1st Edition

Civil-Military Relations and Global Security Governance Strategy, Hybrid Orders and the Case of Pakistan

By Cornelia Baciu Copyright 2021
    220 Pages
    by Routledge

    220 Pages
    by Routledge

    This book investigates the relationship between international security governance, democratic civil-military relations and the relevance of strategy, as well as of absolute and relative gains, in norms formation in hybrid orders.

    Highlighting caveats of the legacy of Huntington’s paradigm of military professionalism, the book applies a robust methodology and data collected in four sample regions in Pakistan. It gauges the effects of international and local actors’ support in the Security Sector Reform domain and examines instances of civil-military interactions and military transition. The book also analyses determinants and strategies that can influence them to demonstrate the impact of global governance in norms diffusion, as well as of absolute and relative utility gains and incentives in normative change. The author generates a new theory pertaining to international organisations and actors as determinants of transformation processes and consequently sheds new light on the issue of global security governance, especially its impact on civil-military relations and democratisation in hybrid orders.

    The book will be of interest to scholars and practitioners in the field of global governance, civil-military relations, grand strategy and foreign policy as well as Asian politics, South Asian studies, peace, security and strategic studies, International Relations and political science in more general.

    1. Introduction  2. Global Security Governance, Multi-Track Diplomacy and Democratic Change  3. Civil-Military Relations and Military Change  4. Mechanisms of Democratic Control in Hybrid Orders  5. Methodology and Research Design  6. Military Change, Democratisation and Non-Linear Transformation  7. The Impact of Non-State Actors on Security Sector Reforms and Democratic Oversight  8. Key Determinants of Civil-Military Relations  9. Conclusion. Towards a Theory of Civil-Military Relations and International Security Governance

    Biography

      Cornelia Baciu is a Postdoctoral Researcher at the Foreign Policy Institute at Johns Hopkins University, Washington, DC, USA, where she was a 2019– 2020 DAAD Fellow in the programme ‘United States, Europe, and World Order’. She is the co-editor, with John Doyle, of Peace, Security and Defence Cooperation in Post-Brexit Europe (2019) and the Director of the Research Network ‘European Security and Strategy’.

      This book is a valuable contribution to the renaissance in civil-military relations scholarship. Baciu takes her place among a new generation of specialists who are refining the concepts and expanding the empirical domain that undergird our understanding of what makes for effective civilian control. She shows that traditional approaches to security sector reform by outsiders like the EU have had mixed results in Pakistan and suggests that an approach more focused on civilian development and empowerment might work better."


Aim of the task: Using "column" as the search string, find the matching lines below and copy them.

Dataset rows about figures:
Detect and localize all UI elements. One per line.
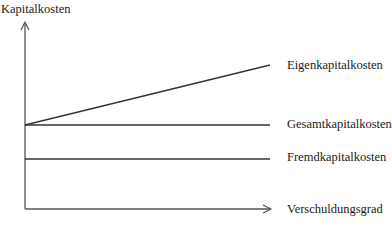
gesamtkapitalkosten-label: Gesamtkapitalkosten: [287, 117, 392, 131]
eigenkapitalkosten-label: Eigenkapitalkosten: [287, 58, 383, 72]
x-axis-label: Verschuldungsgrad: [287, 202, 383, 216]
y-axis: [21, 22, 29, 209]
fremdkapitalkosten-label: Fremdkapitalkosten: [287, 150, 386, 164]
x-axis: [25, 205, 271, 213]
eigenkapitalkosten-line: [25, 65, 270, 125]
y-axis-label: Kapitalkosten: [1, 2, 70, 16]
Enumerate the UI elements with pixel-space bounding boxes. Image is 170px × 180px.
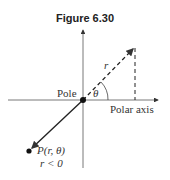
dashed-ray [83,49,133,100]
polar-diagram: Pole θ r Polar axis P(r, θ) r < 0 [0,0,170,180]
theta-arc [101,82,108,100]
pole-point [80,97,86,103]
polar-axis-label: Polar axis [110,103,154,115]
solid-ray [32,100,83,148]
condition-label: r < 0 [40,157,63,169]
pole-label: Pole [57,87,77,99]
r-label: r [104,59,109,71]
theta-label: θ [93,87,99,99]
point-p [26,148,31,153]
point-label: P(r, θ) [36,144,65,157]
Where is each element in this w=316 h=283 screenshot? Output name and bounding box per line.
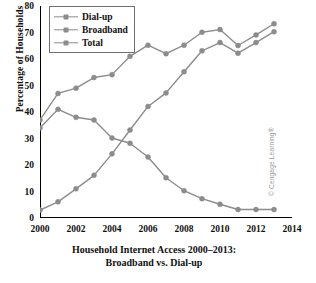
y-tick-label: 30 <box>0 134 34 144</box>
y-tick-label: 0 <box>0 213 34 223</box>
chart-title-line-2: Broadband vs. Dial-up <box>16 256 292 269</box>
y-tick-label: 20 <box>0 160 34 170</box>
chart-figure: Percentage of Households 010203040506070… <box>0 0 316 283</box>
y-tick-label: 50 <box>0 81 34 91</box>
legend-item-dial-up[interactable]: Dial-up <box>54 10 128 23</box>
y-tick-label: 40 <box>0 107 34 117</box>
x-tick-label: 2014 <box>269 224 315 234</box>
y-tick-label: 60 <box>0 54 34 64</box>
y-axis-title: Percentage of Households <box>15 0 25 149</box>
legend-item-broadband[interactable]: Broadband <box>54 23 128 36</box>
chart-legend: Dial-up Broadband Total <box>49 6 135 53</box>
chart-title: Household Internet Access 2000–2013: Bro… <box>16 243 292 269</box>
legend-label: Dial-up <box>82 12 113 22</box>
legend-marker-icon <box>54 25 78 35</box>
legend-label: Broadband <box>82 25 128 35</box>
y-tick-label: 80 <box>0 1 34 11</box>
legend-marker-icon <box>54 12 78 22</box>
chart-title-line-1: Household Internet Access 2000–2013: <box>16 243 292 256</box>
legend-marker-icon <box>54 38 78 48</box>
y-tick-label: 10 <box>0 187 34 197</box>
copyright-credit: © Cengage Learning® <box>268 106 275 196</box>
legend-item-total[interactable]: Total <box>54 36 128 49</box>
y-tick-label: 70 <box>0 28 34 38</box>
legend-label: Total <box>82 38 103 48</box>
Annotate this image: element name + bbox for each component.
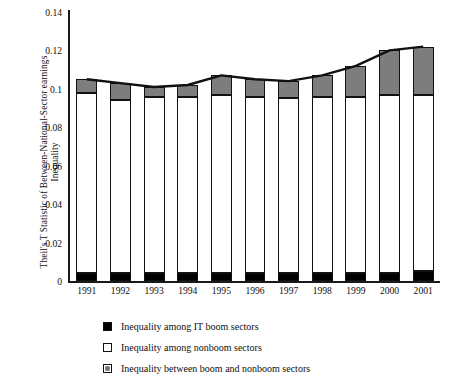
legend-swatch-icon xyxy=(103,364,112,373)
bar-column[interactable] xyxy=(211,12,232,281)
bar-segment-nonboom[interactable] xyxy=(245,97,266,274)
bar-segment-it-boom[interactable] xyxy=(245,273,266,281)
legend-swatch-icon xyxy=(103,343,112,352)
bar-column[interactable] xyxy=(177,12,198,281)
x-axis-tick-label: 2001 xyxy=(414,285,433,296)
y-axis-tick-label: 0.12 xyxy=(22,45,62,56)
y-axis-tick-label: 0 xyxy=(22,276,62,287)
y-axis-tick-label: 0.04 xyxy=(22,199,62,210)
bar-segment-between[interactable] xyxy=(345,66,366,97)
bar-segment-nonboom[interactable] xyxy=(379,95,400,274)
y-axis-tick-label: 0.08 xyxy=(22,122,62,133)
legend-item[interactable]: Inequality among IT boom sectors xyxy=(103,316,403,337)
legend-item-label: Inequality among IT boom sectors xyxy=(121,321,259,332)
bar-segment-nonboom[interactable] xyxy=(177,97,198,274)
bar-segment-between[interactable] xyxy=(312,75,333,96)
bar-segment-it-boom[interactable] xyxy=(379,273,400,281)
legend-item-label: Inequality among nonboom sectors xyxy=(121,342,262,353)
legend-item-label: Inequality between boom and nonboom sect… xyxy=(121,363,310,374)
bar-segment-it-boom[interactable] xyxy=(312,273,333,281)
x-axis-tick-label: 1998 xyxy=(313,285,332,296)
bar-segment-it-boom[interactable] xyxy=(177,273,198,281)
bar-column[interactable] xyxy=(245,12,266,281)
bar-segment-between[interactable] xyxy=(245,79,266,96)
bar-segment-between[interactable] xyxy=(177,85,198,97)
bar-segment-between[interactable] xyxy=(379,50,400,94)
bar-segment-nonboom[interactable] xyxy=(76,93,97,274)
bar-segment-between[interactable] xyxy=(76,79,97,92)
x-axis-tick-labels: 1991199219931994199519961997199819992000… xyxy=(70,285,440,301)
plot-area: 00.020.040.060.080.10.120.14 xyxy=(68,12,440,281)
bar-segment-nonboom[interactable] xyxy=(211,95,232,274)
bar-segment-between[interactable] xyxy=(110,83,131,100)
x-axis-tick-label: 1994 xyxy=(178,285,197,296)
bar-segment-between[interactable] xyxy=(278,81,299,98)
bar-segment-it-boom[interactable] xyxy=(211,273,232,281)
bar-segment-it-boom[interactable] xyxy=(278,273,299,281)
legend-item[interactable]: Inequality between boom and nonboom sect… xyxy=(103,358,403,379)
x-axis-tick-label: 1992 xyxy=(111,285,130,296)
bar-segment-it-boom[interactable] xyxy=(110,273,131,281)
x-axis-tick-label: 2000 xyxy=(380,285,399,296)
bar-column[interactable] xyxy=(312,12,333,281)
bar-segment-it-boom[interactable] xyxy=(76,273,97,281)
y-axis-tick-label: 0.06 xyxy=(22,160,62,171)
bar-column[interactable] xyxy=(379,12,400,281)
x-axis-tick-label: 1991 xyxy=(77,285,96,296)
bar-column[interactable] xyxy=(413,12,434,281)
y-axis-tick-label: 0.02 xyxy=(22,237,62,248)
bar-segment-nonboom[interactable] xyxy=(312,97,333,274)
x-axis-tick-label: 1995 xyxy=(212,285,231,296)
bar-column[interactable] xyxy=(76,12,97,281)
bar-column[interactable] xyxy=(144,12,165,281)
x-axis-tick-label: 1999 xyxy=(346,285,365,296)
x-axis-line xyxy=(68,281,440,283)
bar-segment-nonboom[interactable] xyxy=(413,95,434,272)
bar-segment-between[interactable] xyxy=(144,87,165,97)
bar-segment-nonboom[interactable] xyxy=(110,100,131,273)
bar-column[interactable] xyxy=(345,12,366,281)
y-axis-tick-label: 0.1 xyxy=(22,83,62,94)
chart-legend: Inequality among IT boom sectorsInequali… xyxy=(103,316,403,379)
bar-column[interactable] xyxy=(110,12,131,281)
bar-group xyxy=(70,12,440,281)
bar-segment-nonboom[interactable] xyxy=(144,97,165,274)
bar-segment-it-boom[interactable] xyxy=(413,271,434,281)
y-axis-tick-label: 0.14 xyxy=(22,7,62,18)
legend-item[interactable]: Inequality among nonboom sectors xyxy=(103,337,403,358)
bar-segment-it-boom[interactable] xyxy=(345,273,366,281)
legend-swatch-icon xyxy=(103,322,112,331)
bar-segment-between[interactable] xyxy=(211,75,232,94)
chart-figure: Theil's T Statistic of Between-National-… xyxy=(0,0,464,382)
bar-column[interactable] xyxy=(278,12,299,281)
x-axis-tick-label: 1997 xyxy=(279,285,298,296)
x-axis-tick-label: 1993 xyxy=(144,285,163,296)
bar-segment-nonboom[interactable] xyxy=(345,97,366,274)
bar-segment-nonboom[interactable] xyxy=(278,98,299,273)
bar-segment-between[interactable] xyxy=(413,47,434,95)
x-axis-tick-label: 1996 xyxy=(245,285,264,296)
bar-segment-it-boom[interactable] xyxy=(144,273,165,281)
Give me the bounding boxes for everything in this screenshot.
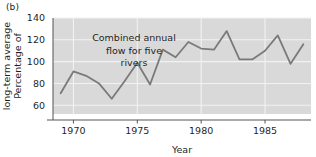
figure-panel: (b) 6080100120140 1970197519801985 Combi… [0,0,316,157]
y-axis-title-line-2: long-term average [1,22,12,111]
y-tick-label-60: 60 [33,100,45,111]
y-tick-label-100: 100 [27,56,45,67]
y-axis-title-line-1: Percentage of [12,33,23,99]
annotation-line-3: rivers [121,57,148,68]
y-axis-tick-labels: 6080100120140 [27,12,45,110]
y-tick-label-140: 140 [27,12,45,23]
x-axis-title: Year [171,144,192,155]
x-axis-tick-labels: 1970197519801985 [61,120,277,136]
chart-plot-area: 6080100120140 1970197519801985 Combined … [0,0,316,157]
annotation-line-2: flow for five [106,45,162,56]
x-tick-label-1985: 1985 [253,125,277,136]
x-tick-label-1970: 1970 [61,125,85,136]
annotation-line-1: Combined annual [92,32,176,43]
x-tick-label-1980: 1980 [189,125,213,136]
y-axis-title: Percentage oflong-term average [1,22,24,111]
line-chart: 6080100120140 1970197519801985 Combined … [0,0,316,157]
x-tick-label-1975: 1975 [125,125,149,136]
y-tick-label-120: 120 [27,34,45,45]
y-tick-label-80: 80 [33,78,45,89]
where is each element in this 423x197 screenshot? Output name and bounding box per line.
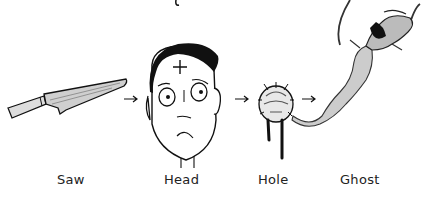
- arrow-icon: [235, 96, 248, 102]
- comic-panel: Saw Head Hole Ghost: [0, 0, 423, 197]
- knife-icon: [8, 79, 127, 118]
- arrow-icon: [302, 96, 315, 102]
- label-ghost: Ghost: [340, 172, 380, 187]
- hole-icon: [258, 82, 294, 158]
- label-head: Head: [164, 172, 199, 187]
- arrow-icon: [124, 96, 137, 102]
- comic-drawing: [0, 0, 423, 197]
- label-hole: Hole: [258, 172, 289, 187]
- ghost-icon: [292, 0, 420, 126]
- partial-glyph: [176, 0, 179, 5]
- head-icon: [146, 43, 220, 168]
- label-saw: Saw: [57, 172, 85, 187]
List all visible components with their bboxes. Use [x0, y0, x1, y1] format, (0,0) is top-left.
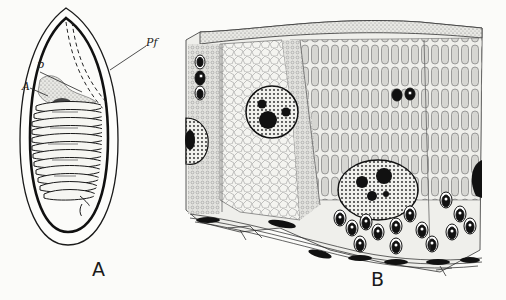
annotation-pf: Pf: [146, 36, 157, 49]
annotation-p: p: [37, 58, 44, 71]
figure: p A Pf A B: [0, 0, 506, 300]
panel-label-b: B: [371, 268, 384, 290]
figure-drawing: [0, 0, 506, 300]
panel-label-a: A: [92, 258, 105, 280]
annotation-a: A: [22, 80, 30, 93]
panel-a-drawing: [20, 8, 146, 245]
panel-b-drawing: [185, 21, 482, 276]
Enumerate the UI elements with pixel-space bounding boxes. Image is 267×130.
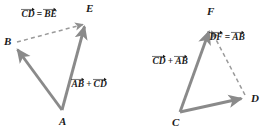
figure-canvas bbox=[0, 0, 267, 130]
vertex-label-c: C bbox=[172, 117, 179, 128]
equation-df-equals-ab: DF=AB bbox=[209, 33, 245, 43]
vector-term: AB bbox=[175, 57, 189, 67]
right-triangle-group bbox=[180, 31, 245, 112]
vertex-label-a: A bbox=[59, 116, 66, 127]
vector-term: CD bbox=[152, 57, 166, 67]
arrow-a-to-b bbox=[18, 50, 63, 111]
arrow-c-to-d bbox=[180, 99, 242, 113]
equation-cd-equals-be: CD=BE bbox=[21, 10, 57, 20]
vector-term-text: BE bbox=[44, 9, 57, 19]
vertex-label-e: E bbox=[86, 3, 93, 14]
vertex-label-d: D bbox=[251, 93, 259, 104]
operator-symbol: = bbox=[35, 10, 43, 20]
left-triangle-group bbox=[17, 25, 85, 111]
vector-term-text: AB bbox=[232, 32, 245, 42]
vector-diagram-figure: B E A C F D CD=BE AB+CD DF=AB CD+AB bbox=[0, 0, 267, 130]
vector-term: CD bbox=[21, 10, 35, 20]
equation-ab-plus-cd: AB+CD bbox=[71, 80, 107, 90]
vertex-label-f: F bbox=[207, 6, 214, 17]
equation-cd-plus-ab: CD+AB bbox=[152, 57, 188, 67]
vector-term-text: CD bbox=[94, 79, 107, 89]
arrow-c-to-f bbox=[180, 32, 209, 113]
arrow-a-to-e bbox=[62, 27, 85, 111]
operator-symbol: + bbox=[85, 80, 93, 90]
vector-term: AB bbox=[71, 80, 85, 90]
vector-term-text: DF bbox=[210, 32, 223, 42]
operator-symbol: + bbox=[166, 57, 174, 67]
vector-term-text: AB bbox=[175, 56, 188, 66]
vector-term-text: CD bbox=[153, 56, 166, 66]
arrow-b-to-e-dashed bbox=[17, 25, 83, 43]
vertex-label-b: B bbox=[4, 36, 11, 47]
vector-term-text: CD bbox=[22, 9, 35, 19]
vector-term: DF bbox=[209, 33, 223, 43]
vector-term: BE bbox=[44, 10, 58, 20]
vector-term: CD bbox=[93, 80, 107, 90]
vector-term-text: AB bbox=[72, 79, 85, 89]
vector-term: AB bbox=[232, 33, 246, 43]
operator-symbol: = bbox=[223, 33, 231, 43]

Response to this task:
bar-column[interactable] xyxy=(211,12,232,281)
bar-column[interactable] xyxy=(177,12,198,281)
bar-column[interactable] xyxy=(245,12,266,281)
bar-column[interactable] xyxy=(312,12,333,281)
bar-column[interactable] xyxy=(379,12,400,281)
bar-column[interactable] xyxy=(413,12,434,281)
bar-column[interactable] xyxy=(76,12,97,281)
bar-column[interactable] xyxy=(144,12,165,281)
bar-column[interactable] xyxy=(345,12,366,281)
bar-column[interactable] xyxy=(110,12,131,281)
bar-column[interactable] xyxy=(278,12,299,281)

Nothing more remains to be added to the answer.